Tom Petty's written a bunch of songs that I consider absolutely brilliant. American Girl, Even the Losers, The Wild One Forever, Southern Accents, Rebels, The Best of Everything, It'll All Work Out, most of Full Moon Fever, Wildflowers and Echoes and a few songs he wrote for other artists such as Lone Justice's Ways to be Wicked and Rod Stewart's Leave Virginia Alone.

One of those that gets about as much attention as those last two is Walls. It's obscure mostly because it was only on the soundtrack to She's The One, a movie that as far as I'm aware, nobody even watched, and having seen it myself, I can say right now that even if you do watch it, you'll forget about it half an hour later. I've heard some people say it's one of the best romantic comedies ever, but honestly, if it isn't As Good as it Gets or Chasing Amy, then it's probably not anything more than mediocre and forgettable.

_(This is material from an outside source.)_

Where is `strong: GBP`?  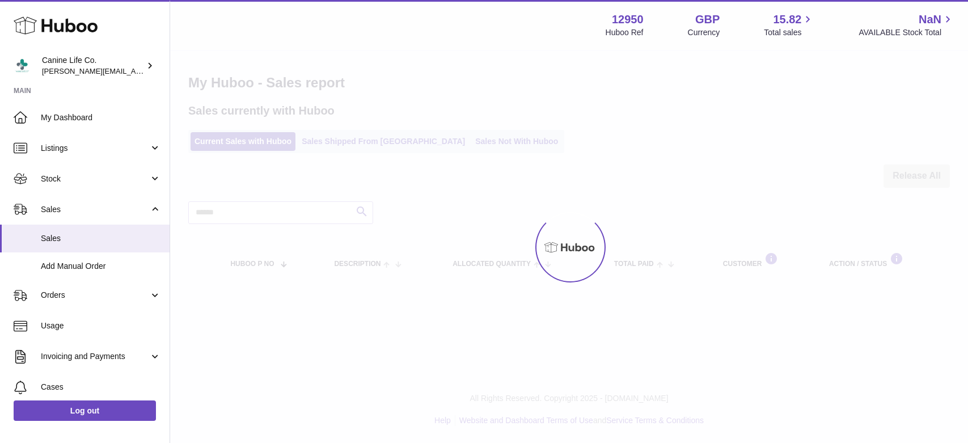 strong: GBP is located at coordinates (707, 19).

The one memorable thing about She's The One is that Tom Petty's soundtrack for it is great. There aren't any moments of brilliance on it, but it's still a very solid album well worth picking up if you can find it, and Walls is the best song there, but it's full of great music that most people haven't heard, or aren't even aware that it exists. There are two versions of Walls, and I'll include both here. They're both great renditions of the song and I'm not sure which I prefer.


Wednesday, October 16, 2013

Favorite Song of the Week - 10/16/2013 - In a Station by Karen Dalton

I've decided to do something new with this blog that might make updates a bit more frequent and routine. A weekly entry that I'm calling "Favorite Song of the Week." It's just a song that I've picked out to showcase here with no rhyme or reason except that I really like it. I'm not sure if this will remain a Wednesday thing, but it probably won't due to my college schedule. Something on the weekend is more likely. But for now, here's this week's entry, folk singer Karen Dalton's cover of The Band's In a Station.

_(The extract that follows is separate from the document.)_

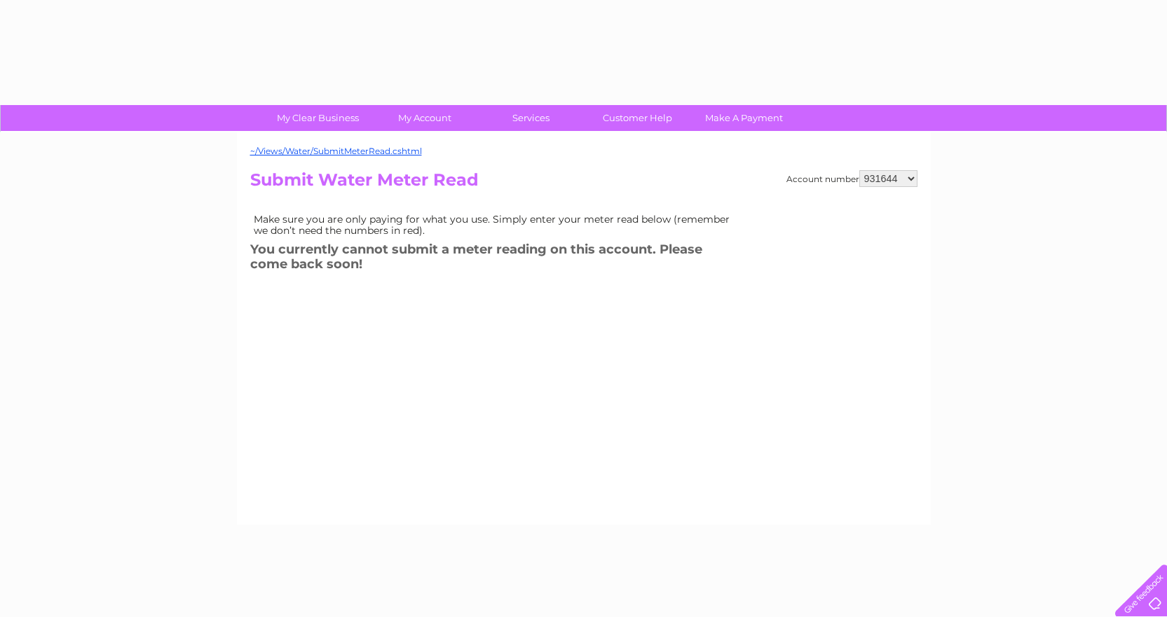  What do you see at coordinates (336, 151) in the screenshot?
I see `a: ~/Views/Water/SubmitMeterRead.cshtml` at bounding box center [336, 151].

Karen Dalton was an obscure folk singer who put out two albums in the lte sixties and early seventies. Bob Dylan himself said that Dalton was his favorite singer, comparing her voice to Billie Holiday's, which is a comparison that has been made about her by many people who have heard her. Dalton was different from most other folk musicians of the era due to the fact that she didn't write her own material, but after hearing her singing The Band's In a Station, it's really not that big of a problem. It's rare for someone to cover the band and actually improve on their material, especially with a song as good as Richard Manuel's brilliant In a Station, but she did it. Manuel's vocal performance on the original was one of his best, and considering that Manuel is one of the greatest vocalists in the history of popular music, somebody outshining his performance is no easy feat. But Dalton did it.

Her version is a lot jazzier than The Band's original, which fits the Billie Holliday comparison that people make of her. Her voice is a ragged, world weary croak, but in this context, it's absolutely gorgeous.

As for Dalton herself, the album this was on, In My Own Time was the last one she ever recorded. Some unreleased recordings have been put out in recent years, but she apparently never recorded again after 1971. From what I've read, she wasn't a psychologically well woman. She was more than likely psychotic and more than likely a life long drug addict. There are two semi-conflicting stories about her death. It's been confirmed that she died of AIDS in 1993, and it was initially believed that she died in the streets of New York City. It was later confirmed that she died in Upstate New York under the care of her friend, guitarist Peter Walker.